By Wade Henderson (Click here to view the entire P&R issue)
The survey gives me great cause for optimism. Throughout history, people have drawn boundaries based on differences of race and ethnicity, and untold conflicts have resulted. America—and in particular, our civil rights movement—changed that by enshrining the principle of equality under law and by promising tolerance and respect for all people. Distrust isn’t completely absent (and the survey reflects some of that distrust)—but what is remarkable is the degree to which today’s African Americans, Latinos and Asian Americans are bonded by friendship and a commitment to working together to make America a more just and equal society.

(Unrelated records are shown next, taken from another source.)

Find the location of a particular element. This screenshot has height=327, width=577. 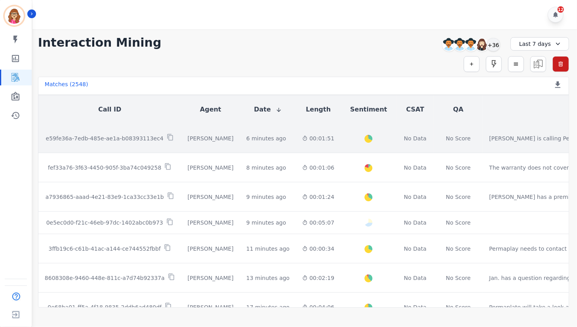

button: Sentiment is located at coordinates (368, 110).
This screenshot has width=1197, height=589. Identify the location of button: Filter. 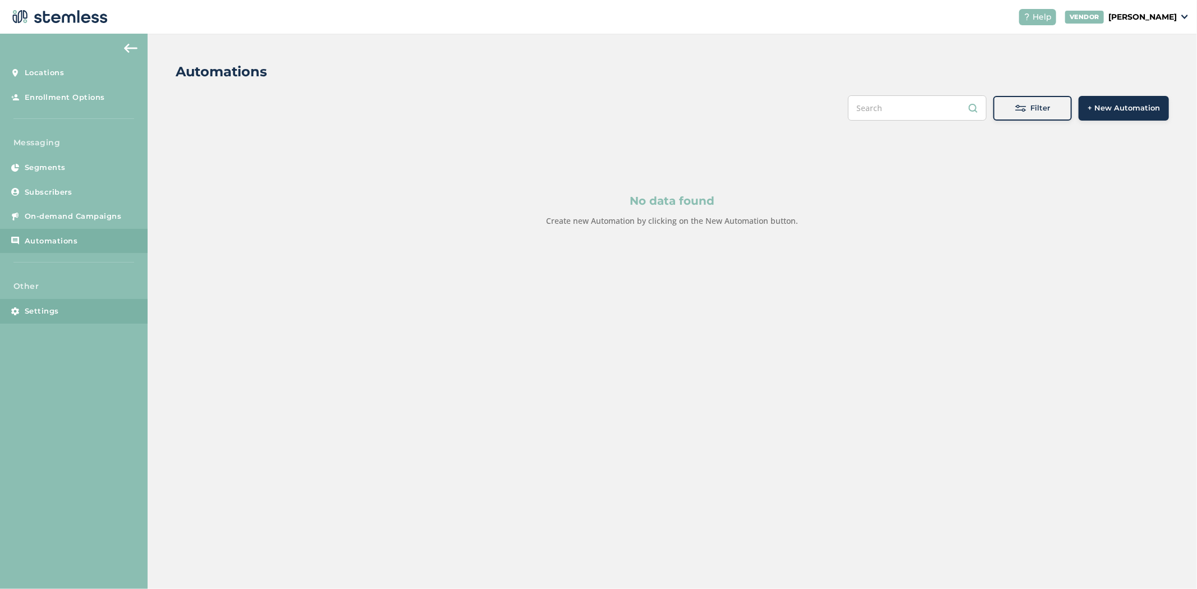
(1032, 108).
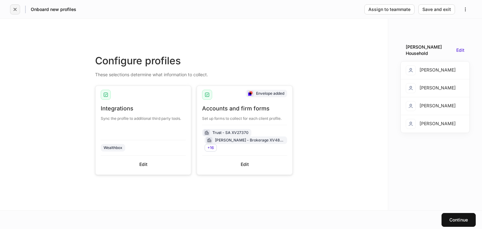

Strikingly, all three groups view the civil rights movement as establishing a template for equality which benefits all Americans. Until the civil rights movement in the 1950s and 1960s, America lived a contradiction, denying African Americans its foundational ideal of equality. As a result, African Americans, but Latinos and Asians as well, were stigmatized and denied opportunities solely because of race.
The fully‑realized American promise now benefits African Americans, but also Latinos and Asian Americans. Indeed, Title VII established protections against discrimination not only for African Americans, but for those of any race or national origin; Brown v. Board of Education banned the separate‑but‑equal doctrine for all minorities. So it’s not surprising that nearly 70% of Latinos and Asian Americans believe that the civil rights
movement helped them and almost 90% of the three groups believe they should work together for their collective good.
The Rev. Martin Luther King, Jr. and the civil rights movement left an indelible imprint on our national fabric, so that America would never again betray our founding principles by excluding minorities. Today, anti-immigrant sentiments test these principles. But the legal tenets and the tolerance the civil rights movement established continue to turn Americans toward equality.
Charles Lane (lanec@washpost.com) is a member of the Washington Post editorial board. This essay is adapted from his book The Day Freedom Died: The Colfax Massacre, The Supreme Court and the Betrayal of Reconstruction (Henry Holt, 2008). Reprinted by permission.